Ballot Box

Slouching Toward Saddam

The Senate debates the importance of debating Iraq.

Three weeks ago, President Bush warned that if the United Nations didn’t act against Saddam Hussein, it would become nothing more than a “debating society.” He must have been thinking about the U.S. Senate. This is supposed to be the second day of the Senate debate over whether to authorize the use of force in Iraq, but the atmosphere on the Senate floor is devoid of urgency. Indeed, it’s devoid of senators.

At 1 p.m., when the debate is scheduled to begin, Sen. Arlen Specter, R-Pa., is holding forth to an empty chamber. “I’m interested in hearing debate on the floor of the United States Senate” about the comparative merits of unilateral and multilateral action, he says. Specter and his colleagues are supposed to be providing that, but not until 20 minutes later does Sen. Bob Byrd, D-W.V., wander in, offering Specter someone to whom he can say with annoyance, “I look forward to having more of our colleagues on the floor.”

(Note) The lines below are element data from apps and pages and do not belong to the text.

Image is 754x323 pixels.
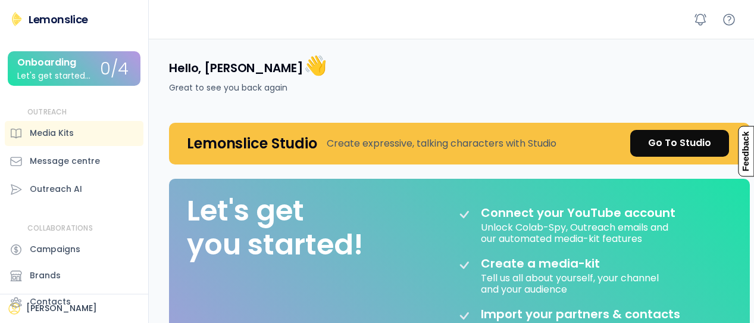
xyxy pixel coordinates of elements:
[100,60,129,79] div: 0/4
[187,134,317,152] h4: Lemonslice Studio
[30,127,74,139] div: Media Kits
[169,82,288,94] div: Great to see you back again
[30,183,82,195] div: Outreach AI
[17,57,76,68] div: Onboarding
[327,136,557,151] div: Create expressive, talking characters with Studio
[169,53,327,78] h4: Hello, [PERSON_NAME]
[17,71,91,80] div: Let's get started...
[30,295,71,308] div: Contacts
[10,12,24,26] img: Lemonslice
[631,130,729,157] a: Go To Studio
[30,243,80,255] div: Campaigns
[30,155,100,167] div: Message centre
[481,270,662,295] div: Tell us all about yourself, your channel and your audience
[27,107,67,117] div: OUTREACH
[187,194,363,262] div: Let's get you started!
[27,223,93,233] div: COLLABORATIONS
[481,307,681,321] div: Import your partners & contacts
[481,256,630,270] div: Create a media-kit
[481,205,676,220] div: Connect your YouTube account
[648,136,712,150] div: Go To Studio
[29,12,88,27] div: Lemonslice
[30,269,61,282] div: Brands
[481,220,671,244] div: Unlock Colab-Spy, Outreach emails and our automated media-kit features
[304,52,327,79] font: 👋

Specter asks Byrd about the constitutionality of the war resolution sought by Bush. Byrd says he can’t answer the question, but of one thing he’s sure: “Such questions … are worthy of our attention.” Byrd goes on to raise a number of additional questions about the necessity, costs, and consequences of war. These, too, he leaves unanswered. His concern is that Congress is “rushing” to make a decision before the election. “Why are we in such a hurry?” he asks. “Wouldn’t it be better to go home and listen to the people?” I glance around the gallery at the citizens who have come here to watch the debate. The people, if not their senators, are here to listen to Byrd. His reply is to dump the question back on them.

Around 1:45, an entrance to the right of the chamber brings the first note of genuine gravity into the debate. Away from the cameras, Sen. Max Cleland, a Georgia Democrat who lost both legs and his right arm in Vietnam, is being hoisted into his seat by two aides. This is one of those things you don’t get to see on C-SPAN. We’re about to hear from somebody who understands war and its price firsthand.

As Cleland begins speaking about the lessons he learned in Vietnam, Byrd walks around the back of the chamber and sits down two seats away from him, near a side door. At first, I assume that Byrd was having trouble hearing Cleland; then I imagine that he’s coming nearer as a gesture of respect. I’m wrong on both counts. Less than a minute into Cleland’s remarks, Byrd gets up, walks right past him out the door, and leaves the chamber for the rest of the debate. The seat near Cleland was part of Byrd’s exit strategy.

It’s a shame nobody’s around to hear Cleland’s speech. He makes several insightful and constructive points. Congress’ error in Vietnam wasn’t the Gulf of Tonkin resolution, he says; it was the failure to monitor and control the subsequent escalation of American commitment. He savages House Republicans for undermining national unity during the war in Kosovo, and he cautions Democrats not to repeat that mistake. He enumerates six questions posed by Colin Powell about the use of force, and he answers each of them, concluding that he will vote for the resolution Bush wants.

Cleland is followed by Sen. Bob Bennett, R-Utah, who delivers a somewhat embarrassing speech about the unimportance of presidential intellect. All truly presidential decisions, he argues, are so laden with unknowable factors and consequences that they must be made by instinct rather than intellect. Besides, he says, every president has smart people around him to make the decisions that can be made on that basis. People said President Truman was dumb, Bennett recalls, but Truman’s gut made him great. In case anyone is uncertain about whose lack of intellect Bennett is now defending, he concludes reassuringly that the decision whether to use force in Iraq will be made in the president’s gut—”not in George Bush’s head.”

The Senate’s pretense that a lively exchange is underway, when in fact nobody but the speaker is on the floor, isn’t unique to the Iraq debate. But in the context of war, given what senators have said about the gravity of that subject, the gap between pretense and reality is particularly galling. After sitting out the debate, senators stroll into the chamber and say to the camera, “As I listen to the debate on the floor …” They read each other’s op-eds into the Congressional Record. (If you expect them to deliver their thoughts to the Senate and then recycle them for the media, you’ve got it backward.) They keep interrupting the Iraq debate to indulge in what they call “morning business,” which extends well into the afternoon and consists of everything other than the business at hand.

Around 3:30 in the afternoon, Sen. Pete Domenici, R-N.M., rises and asks to speak “as if in morning business.” It isn’t hard to see that he won’t be addressing Iraq. Beside him on an easel stands a 4-foot-tall blowup of a Washington Post editorial headlined, “Negative Al Gore.” “I didn’t put it up here to be negative to Al Gore,” says Domenici as he begins to explain how the current recession actually began during the Clinton administration. What was that again about national unity?